For an initial promised value
But for
40.4.2. Interpretations#
The downward slope of the replacement ratio when
By providing the worker with a duration-dependent schedule of replacement ratios, the planner induces the worker in effect to reveal his/her search effort to the planner.
We saw earlier that with full information, the planner would smooth consumption over an unemployment spell by keeping the replacement ratio constant.
With private information, the planner can’t observe the worker’s search effort and therefore makes the replacement ratio fall.
Evidently, search effort rise as the duration of unemployment increases, especially early in an unemployment spell.

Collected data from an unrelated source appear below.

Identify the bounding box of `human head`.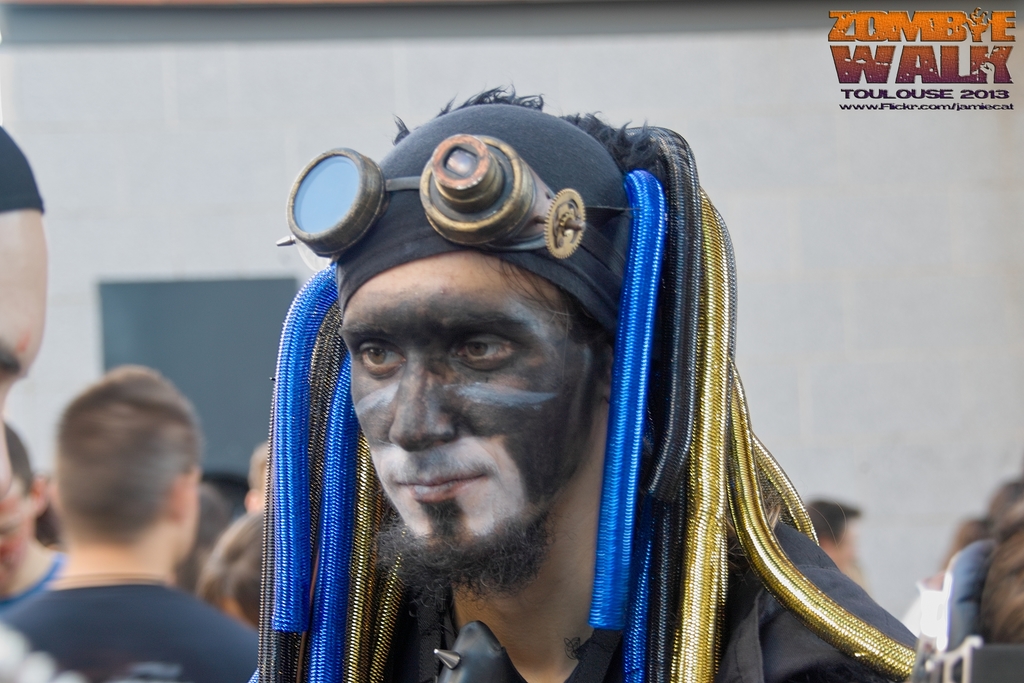
locate(0, 122, 49, 525).
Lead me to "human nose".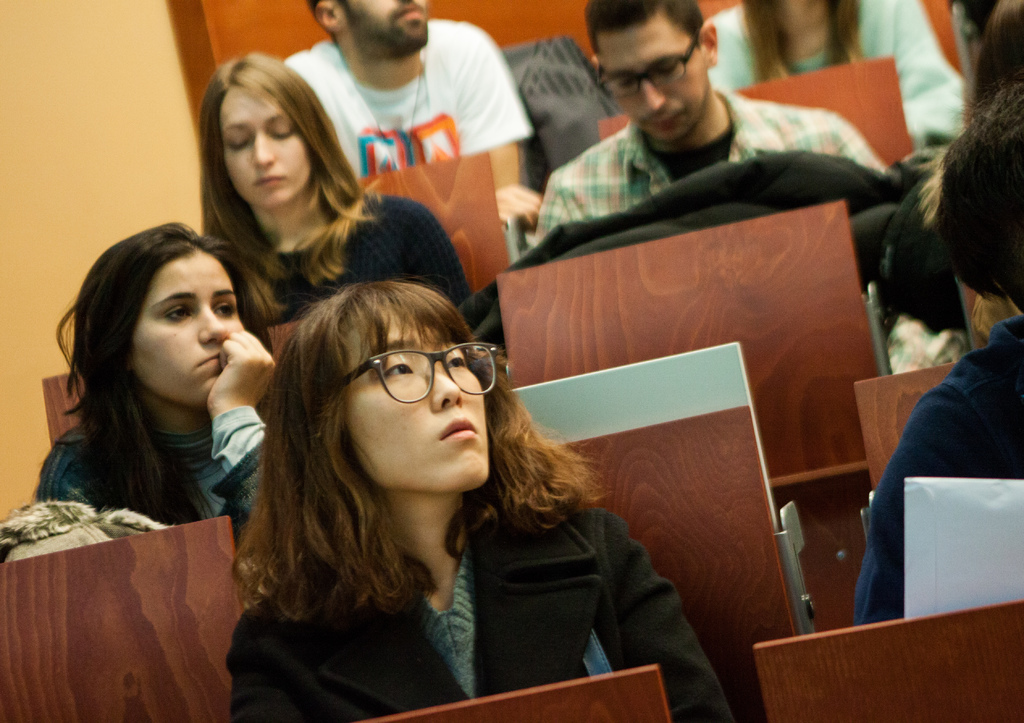
Lead to locate(430, 361, 467, 411).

There is a carrot-and-stick aspect to the replacement rate and search effort schedules:
the carrot occurs in the forms of high compensation and low search effort early in an unemployment spell.
the stick occurs in the low compensation and high effort later in the spell.
We shall encounter a related carrot-and-stick feature in our other lectures about dynamic programming squared.
The planner offers declining benefits and induces increased search effort as the duration of an unemployment spell rises in order to provide an unemployed worker with proper incentives, not to punish an unlucky worker who has been unemployed for a long time.
The planner believes that a worker who has been unemployed a long time is unlucky, not that he has done anything wrong (e.g.,that he has not lived up to the contract).
Indeed, the contract is designed to induce the unemployed workers to search in the way the planner expects.
The falling consumption and rising search effort of the unlucky ones with long unemployment spells are simply costs that have to be paid in order to provide proper incentives.